This guide is for homelab hobbyists, makers, and tinkerers who want reliable environmental and telemetry sensing in a home, garage, boat, or small building. You should be comfortable with basic electronics, networking basics, and a single-board computer such as a Raspberry Pi or a microcontroller like an ESP32. Beginners will find clear parts lists and practical tips; intermediate users will find integration and scaling guidance.
Common sensor types and when to use them
Temperature & humidity (DS18B20, BME280)
- DS18B20: robust, waterproof option for one-point temperature sensing, low cost and easy wiring, good for fridges and pipes.
- BME280: combined temperature, humidity, and barometric pressure, excellent for indoor climate monitoring and HVAC experiments.
When to use: environmental monitoring, freezer alerts, greenhouse or lab racks. Use multiple sensors for spatial coverage.
CO2 (Sensirion SCD4x) — accuracy & calibration
- Sensirion SCD4x family provides high-quality CO2 sensing with good long-term stability.
- Calibration: factory-calibrated models reduce maintenance needs; periodic fresh-air reference checks help maintain accuracy.
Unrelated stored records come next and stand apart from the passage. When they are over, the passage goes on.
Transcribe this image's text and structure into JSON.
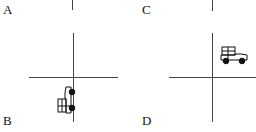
{
  "panels": [
    {
      "label": "A",
      "contents": "axis-stub-only"
    },
    {
      "label": "B",
      "contents": "car-rotated-facing-up-in-third-quadrant"
    },
    {
      "label": "C",
      "contents": "axis-stub-only"
    },
    {
      "label": "D",
      "contents": "car-facing-right-in-first-quadrant"
    }
  ],
  "icons": {
    "car_b": "car-icon",
    "car_d": "car-icon"
  },
  "colors": {
    "line": "#444444",
    "ink": "#111111",
    "background": "#ffffff"
  }
}
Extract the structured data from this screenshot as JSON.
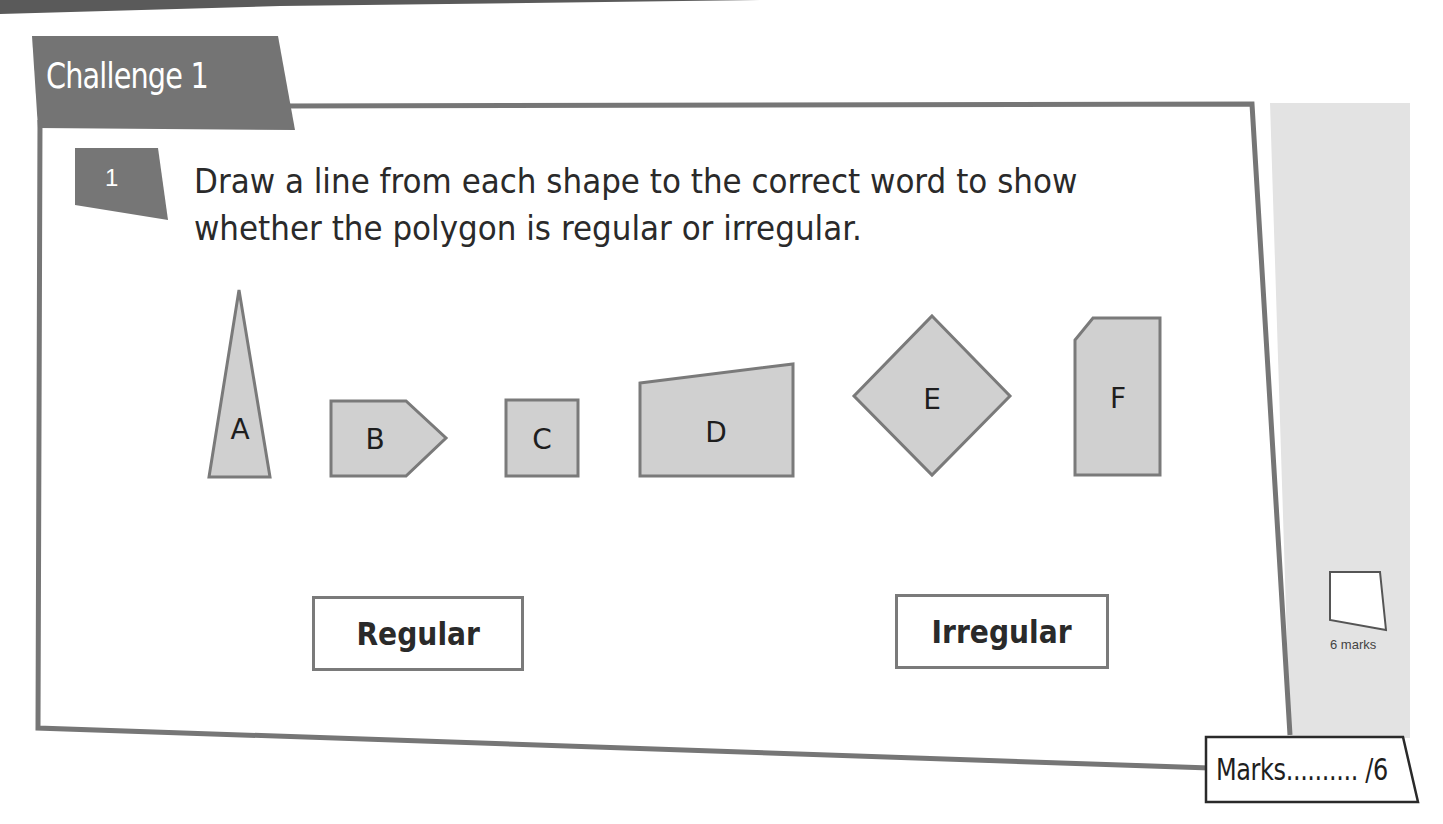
{
  "section": {
    "title": "Challenge 1",
    "colors": {
      "banner": "#747474",
      "frame": "#767676",
      "shape_fill": "#d0d0d0",
      "shape_stroke": "#7a7a7a",
      "margin_panel": "#e3e3e3"
    }
  },
  "question": {
    "number": "1",
    "text": "Draw a line from each shape to the correct word to show whether the polygon is regular or irregular."
  },
  "shapes": [
    {
      "label": "A",
      "type": "tall-triangle"
    },
    {
      "label": "B",
      "type": "pentagon-arrow"
    },
    {
      "label": "C",
      "type": "square"
    },
    {
      "label": "D",
      "type": "trapezium"
    },
    {
      "label": "E",
      "type": "rhombus-square"
    },
    {
      "label": "F",
      "type": "cut-corner-pentagon"
    }
  ],
  "answer_words": {
    "regular": "Regular",
    "irregular": "Irregular"
  },
  "margin": {
    "marks_box_label": "6 marks"
  },
  "marks_footer": {
    "text": "Marks.......... /6"
  }
}
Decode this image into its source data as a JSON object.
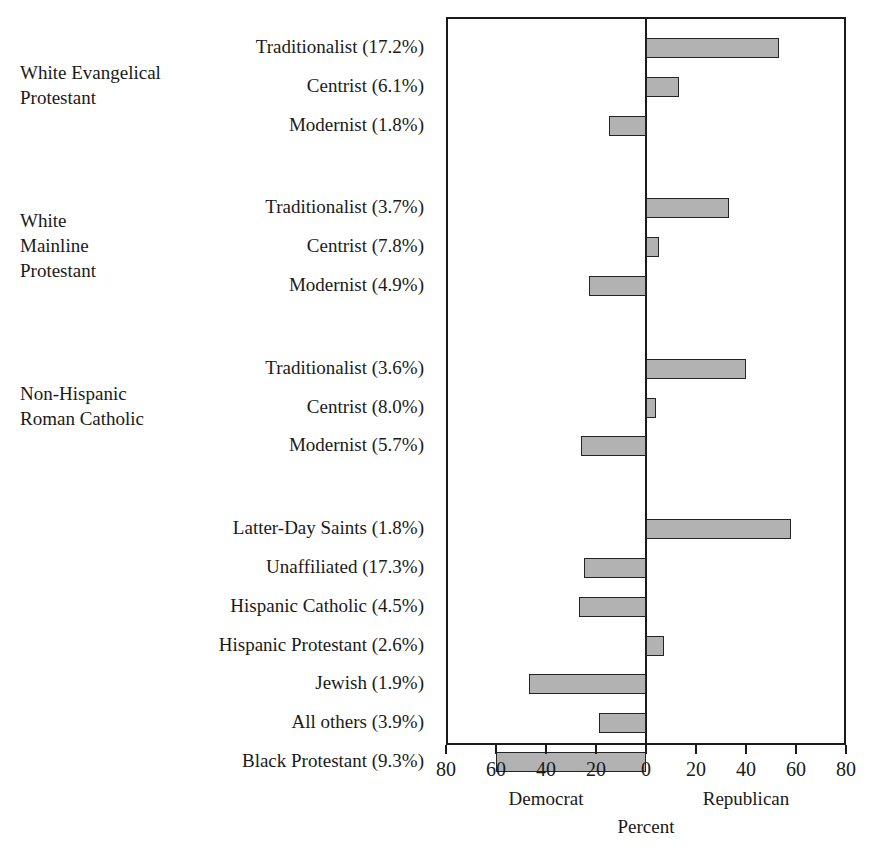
{
  "chart_data": {
    "type": "bar",
    "title": "",
    "subtitle": "",
    "xlabel": "Percent",
    "ylabel": "",
    "xlim": [
      -80,
      80
    ],
    "grid": false,
    "legend": null,
    "orientation": "horizontal",
    "axis": {
      "tick_labels": [
        "80",
        "60",
        "40",
        "20",
        "0",
        "20",
        "40",
        "60",
        "80"
      ],
      "tick_values": [
        -80,
        -60,
        -40,
        -20,
        0,
        20,
        40,
        60,
        80
      ],
      "left_direction_label": "Democrat",
      "right_direction_label": "Republican",
      "title": "Percent"
    },
    "note": "Positive values extend right (Republican); negative values extend left (Democrat).",
    "groups": [
      {
        "label": "White Evangelical\nProtestant",
        "rows": [
          {
            "category": "Traditionalist",
            "share": "17.2%",
            "label": "Traditionalist (17.2%)",
            "value": 53
          },
          {
            "category": "Centrist",
            "share": "6.1%",
            "label": "Centrist (6.1%)",
            "value": 13
          },
          {
            "category": "Modernist",
            "share": "1.8%",
            "label": "Modernist (1.8%)",
            "value": -15
          }
        ]
      },
      {
        "label": "White\nMainline\nProtestant",
        "rows": [
          {
            "category": "Traditionalist",
            "share": "3.7%",
            "label": "Traditionalist (3.7%)",
            "value": 33
          },
          {
            "category": "Centrist",
            "share": "7.8%",
            "label": "Centrist (7.8%)",
            "value": 5
          },
          {
            "category": "Modernist",
            "share": "4.9%",
            "label": "Modernist (4.9%)",
            "value": -23
          }
        ]
      },
      {
        "label": "Non-Hispanic\nRoman Catholic",
        "rows": [
          {
            "category": "Traditionalist",
            "share": "3.6%",
            "label": "Traditionalist (3.6%)",
            "value": 40
          },
          {
            "category": "Centrist",
            "share": "8.0%",
            "label": "Centrist (8.0%)",
            "value": 4
          },
          {
            "category": "Modernist",
            "share": "5.7%",
            "label": "Modernist (5.7%)",
            "value": -26
          }
        ]
      },
      {
        "label": "",
        "rows": [
          {
            "category": "Latter-Day Saints",
            "share": "1.8%",
            "label": "Latter-Day Saints (1.8%)",
            "value": 58
          },
          {
            "category": "Unaffiliated",
            "share": "17.3%",
            "label": "Unaffiliated (17.3%)",
            "value": -25
          },
          {
            "category": "Hispanic Catholic",
            "share": "4.5%",
            "label": "Hispanic Catholic (4.5%)",
            "value": -27
          },
          {
            "category": "Hispanic Protestant",
            "share": "2.6%",
            "label": "Hispanic Protestant (2.6%)",
            "value": 7
          },
          {
            "category": "Jewish",
            "share": "1.9%",
            "label": "Jewish (1.9%)",
            "value": -47
          },
          {
            "category": "All others",
            "share": "3.9%",
            "label": "All others (3.9%)",
            "value": -19
          },
          {
            "category": "Black Protestant",
            "share": "9.3%",
            "label": "Black Protestant (9.3%)",
            "value": -60
          }
        ]
      }
    ],
    "colors": {
      "bar_fill": "#b2b2b2",
      "bar_border": "#242424",
      "axis": "#1a1a1a",
      "background": "#ffffff"
    }
  }
}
When to use: indoor air quality monitoring, ventilation control, and occupancy estimation when combined with other sensors.
Motion/PIR — basic security alarm
- Passive Infrared sensors detect heat changes and movement, are cheap and low-power but can false-trigger from drafts or pets.
- Use complementary sensors like door contacts or cameras to improve reliability.
When to use: simple occupancy detection, DIY alarm prototypes, hallway and room presence sensors.
NMEA sensors for boats and vehicle telemetry
- NMEA is the marine data standard for GPS, depth, and other telemetry; use NMEA-compatible modules or transducers that output serial streams.
- Integrate with a Raspberry Pi for logging, visualization, and alerts.
When to use: boat telemetry, mobile sensor logging, or combining navigation and environmental data.
Hardware choices: SBCs and microcontrollers
- ESP32: wireless, low-cost microcontroller with built-in Wi-Fi and Bluetooth, ideal for battery- or USB-powered distributed sensors.
- Raspberry Pi (Zero/4): more capable for local logging, Graylog agents, and when you need USB or serial NMEA inputs.
- Power: prefer stable 5V supply for Raspberry Pi and regulated 3.3V for ESP32; consider UPS or battery backup for critical sensors.
Choose ESP32 for distributed sensors that publish via MQTT and Raspberry Pi for central aggregation, local dashboards, or serial devices.